From: Edward Cree <ecree@solarflare.com>
To: Shawn Bohrer <shawn.bohrer@gmail.com>
Cc: <netdev@vger.kernel.org>, Shawn Bohrer <sbohrer@rgmadvisors.com>,
Jonathan Cooper <jcooper@solarflare.com>,
<eric.dumazet@gmail.com>
Subject: Re: udp: Question about busy_poll change
Date: Wed, 9 Apr 2014 17:20:04 +0100 [thread overview]
Message-ID: <53457334.1030602@solarflare.com> (raw)
In-Reply-To: <20140409145129.GA4002@sbohrermbp13-local.rgmadvisors.com>
On 09/04/14 15:51, Shawn Bohrer wrote:
> I believe the sfc case where you only have a single NAPI context is
> also valid and it seems reasonable to me that if you can detect that
> specific case that busy polling could be allowed. I'm not sure how to
> detect this. I'm sure patches are welcome.
I think that to detect this we would have to have (a) a flag in the
struct sock to say that "this socket is bound to a real address" (ie.
not INADDR_ANY, multicast or anycast), (b) a flag in the skb to say that
"the driver that received this packet only uses one NAPI context per
intf. Then if a && b you can fill in sk_napi_id even on unconnected
sockets. If this sounds reasonable, I'll put a patch together.
> If we are spinning on a NAPI context and a packet arrives in a
> different rx queue then you'll get unpredictable latencies and
> out of order packets. For the people using this feature that is
> probably not desirable.
A further question is, what happens if the user removes the IP address
from one interface and adds it to another? AFAICT they will keep
busy_polling the old NAPI context until a packet is received on the new
interface and updates sk->sk_napi_id; and this is still the case even if
the socket is connected. Of course this could be a case of "don't do
that then", but I can imagine some kind of hot-failover setup doing this.

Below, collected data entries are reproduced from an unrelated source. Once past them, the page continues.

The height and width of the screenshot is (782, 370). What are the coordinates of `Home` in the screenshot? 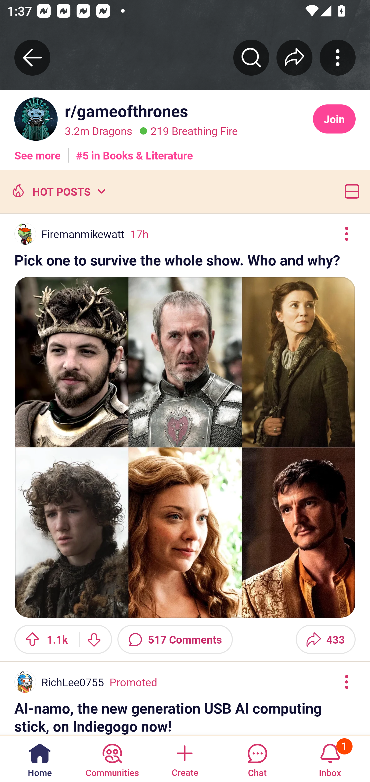 It's located at (40, 758).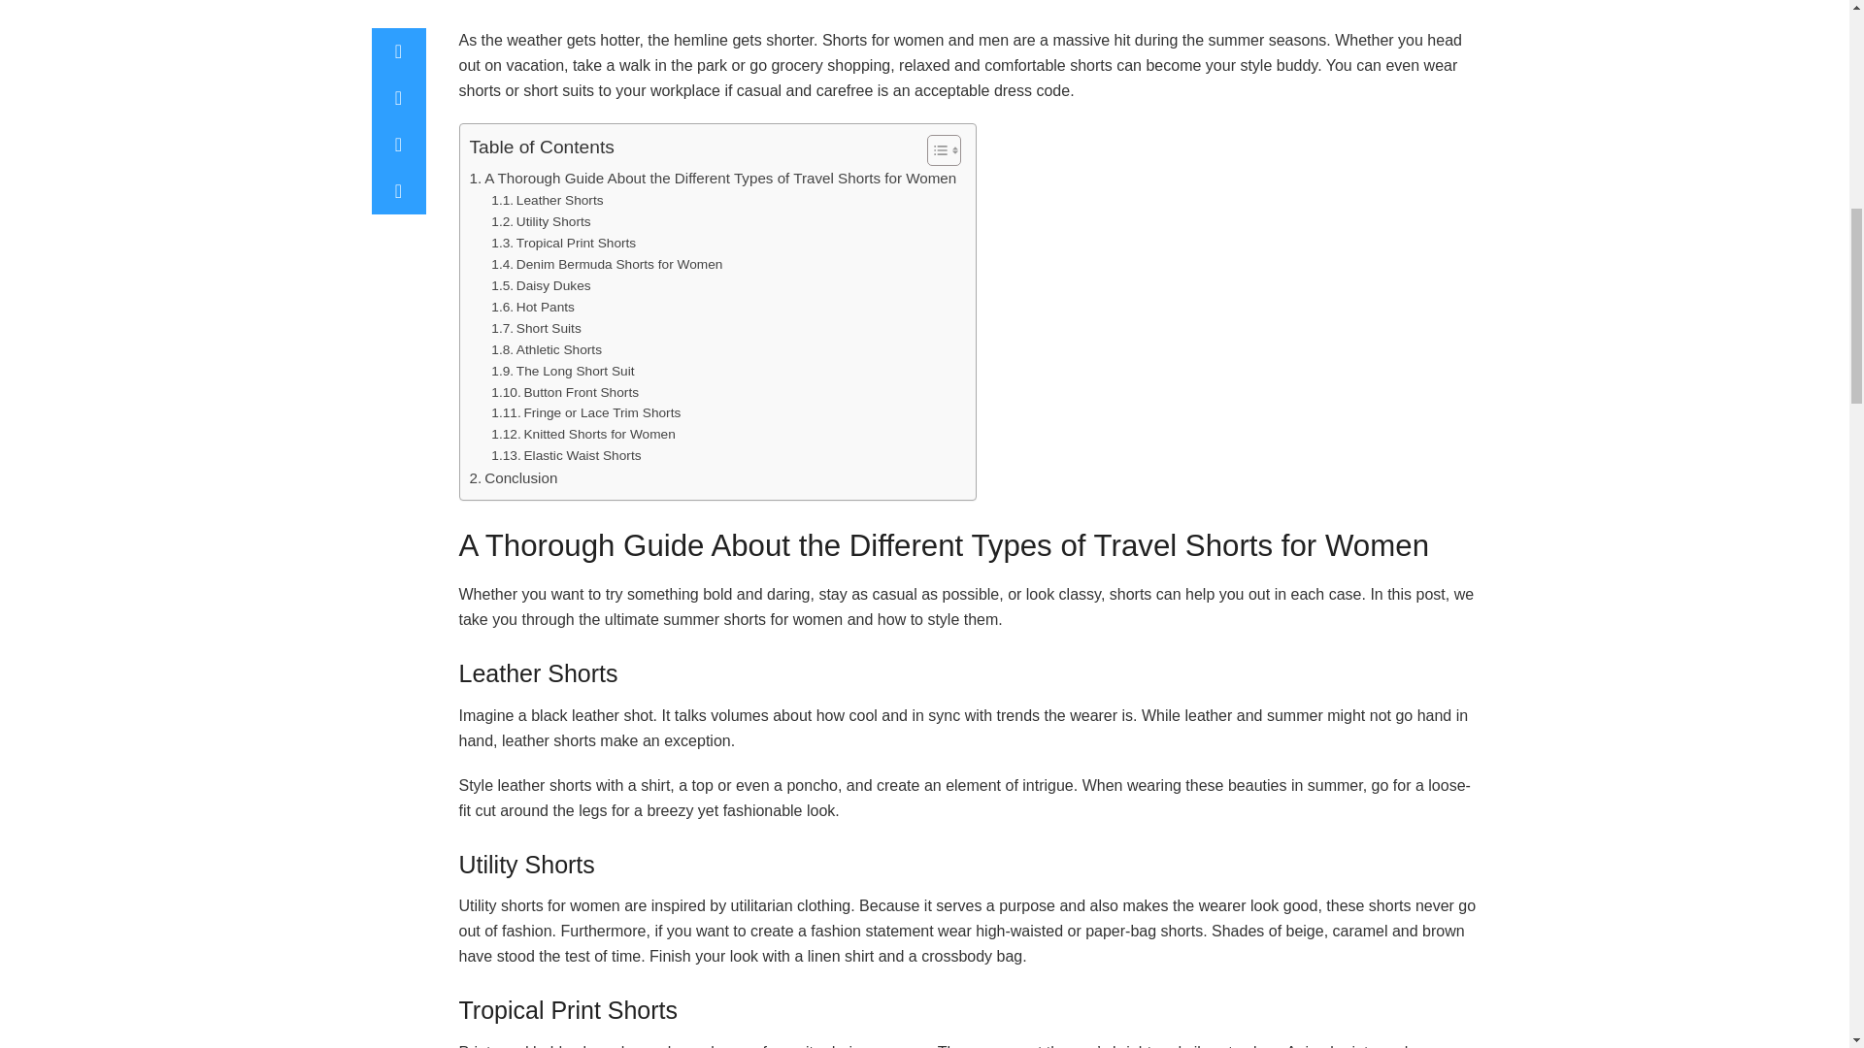  What do you see at coordinates (532, 307) in the screenshot?
I see `Hot Pants` at bounding box center [532, 307].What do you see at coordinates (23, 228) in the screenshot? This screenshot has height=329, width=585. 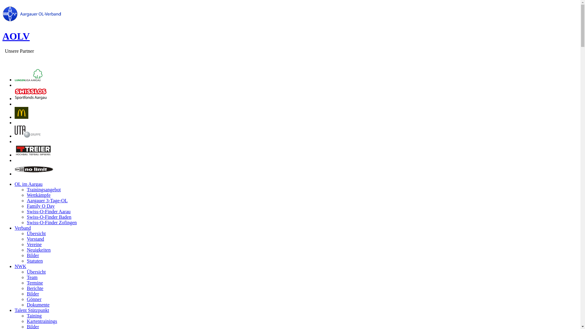 I see `Verband` at bounding box center [23, 228].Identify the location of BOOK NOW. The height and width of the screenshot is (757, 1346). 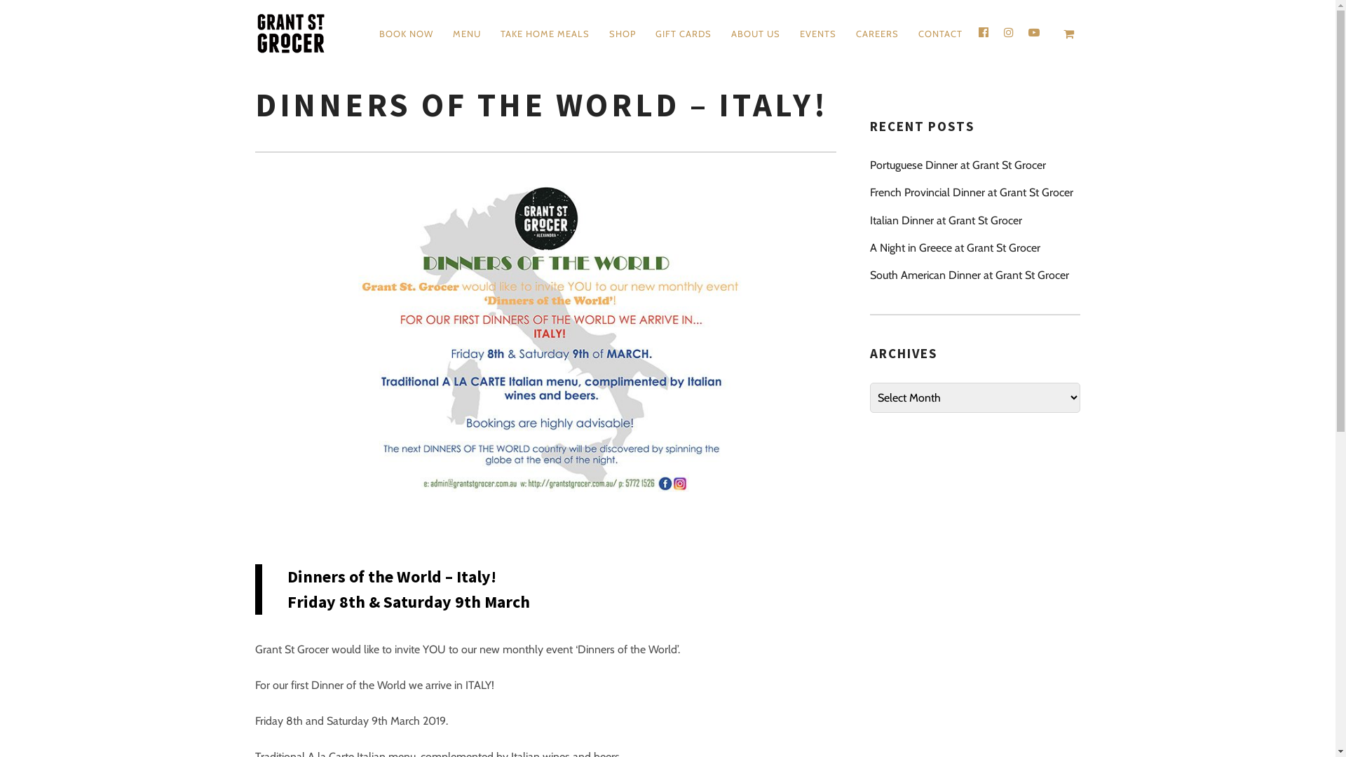
(407, 34).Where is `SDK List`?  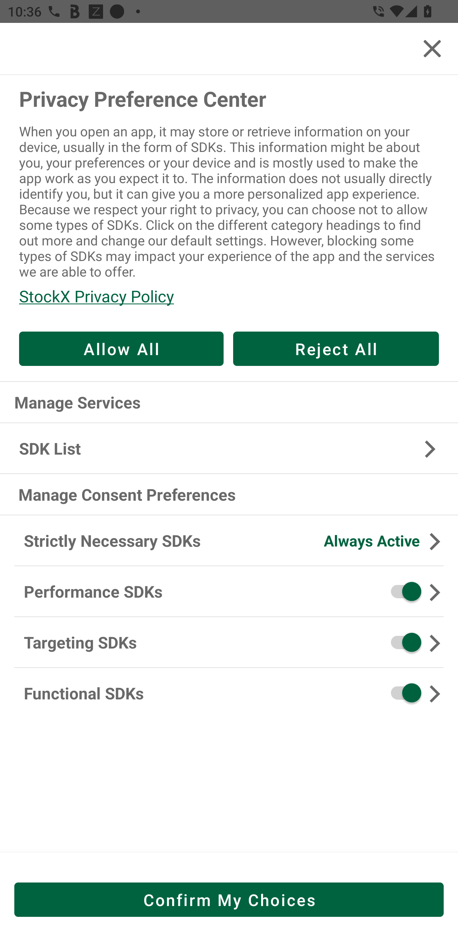
SDK List is located at coordinates (229, 448).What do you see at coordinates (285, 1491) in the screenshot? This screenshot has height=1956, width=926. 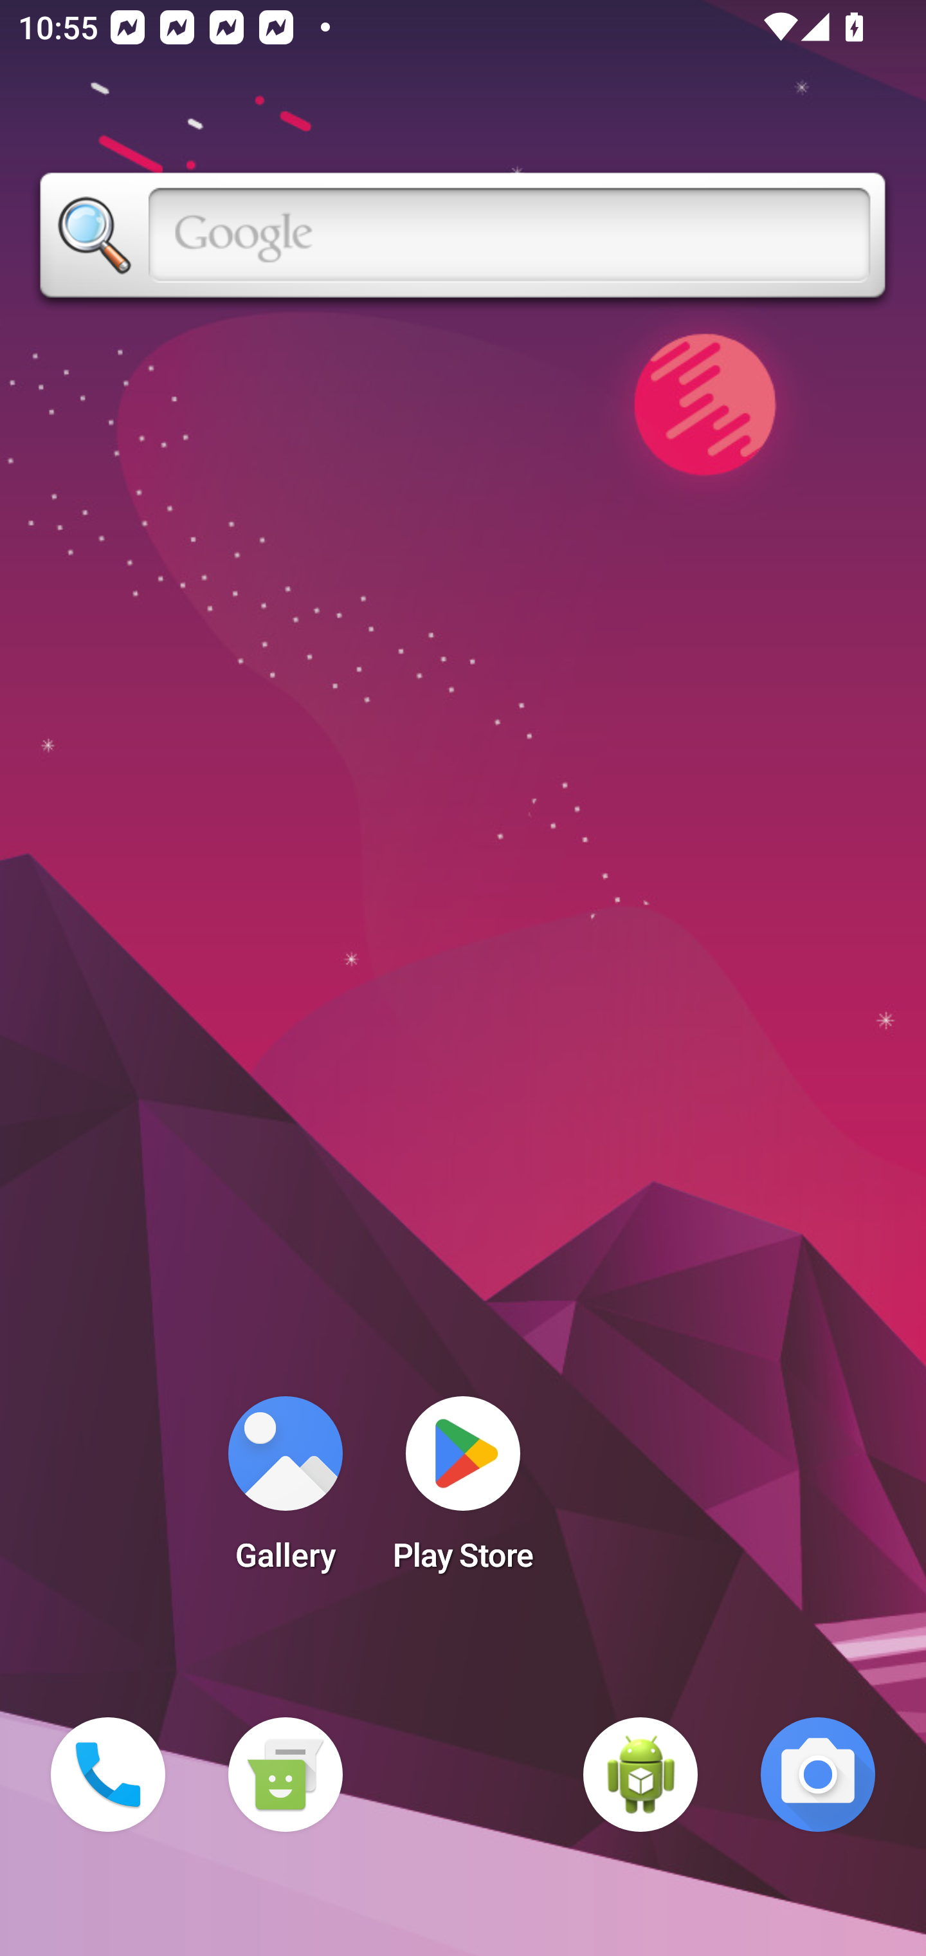 I see `Gallery` at bounding box center [285, 1491].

This is also why we'd need a flag in the skb and can't just find out at
bind() time what the driver is and whether it uses multiple NAPI
contexts - because when the socket moves interface, it could end up on a
different driver.
next prev parent reply other threads:[~2014-04-09 16:20 UTC|newest]
Thread overview: 8+ messages / expand[flat|nested] mbox.gz Atom feed top
2014-04-09 14:13 udp: Question about busy_poll change Edward Cree
2014-04-09 14:51 ` Shawn Bohrer
2014-04-09 16:20 ` Edward Cree [this message]
2014-04-10 18:04 ` [RFC PATCH] udp: allow busy_poll on some unconnected sockets Edward Cree
2014-04-10 18:32 ` Eric Dumazet
2014-04-10 18:38 ` Edward Cree
2014-04-10 19:04 ` Eric Dumazet
2014-04-11 10:44 ` Jonathan Cooper
Reply instructions:
You may reply publicly to this message via plain-text email
using any one of the following methods:
* Save the following mbox file, import it into your mail client,
and reply-to-all from there: mbox
Avoid top-posting and favor interleaved quoting:
https://en.wikipedia.org/wiki/Posting_style#Interleaved_style
* Reply using the --to, --cc, and --in-reply-to
switches of git-send-email(1):
git send-email \
--in-reply-to=53457334.1030602@solarflare.com \
--to=ecree@solarflare.com \
--cc=eric.dumazet@gmail.com \
--cc=jcooper@solarflare.com \
--cc=netdev@vger.kernel.org \
--cc=sbohrer@rgmadvisors.com \
--cc=shawn.bohrer@gmail.com \
/path/to/YOUR_REPLY
https://kernel.org/pub/software/scm/git/docs/git-send-email.html
* If your mail client supports setting the In-Reply-To header
via mailto: links, try the mailto: link
Be sure your reply has a Subject: header at the top and a blank line
before the message body.
This is an external index of several public inboxes,
see mirroring instructions on how to clone and mirror
all data and code used by this external index.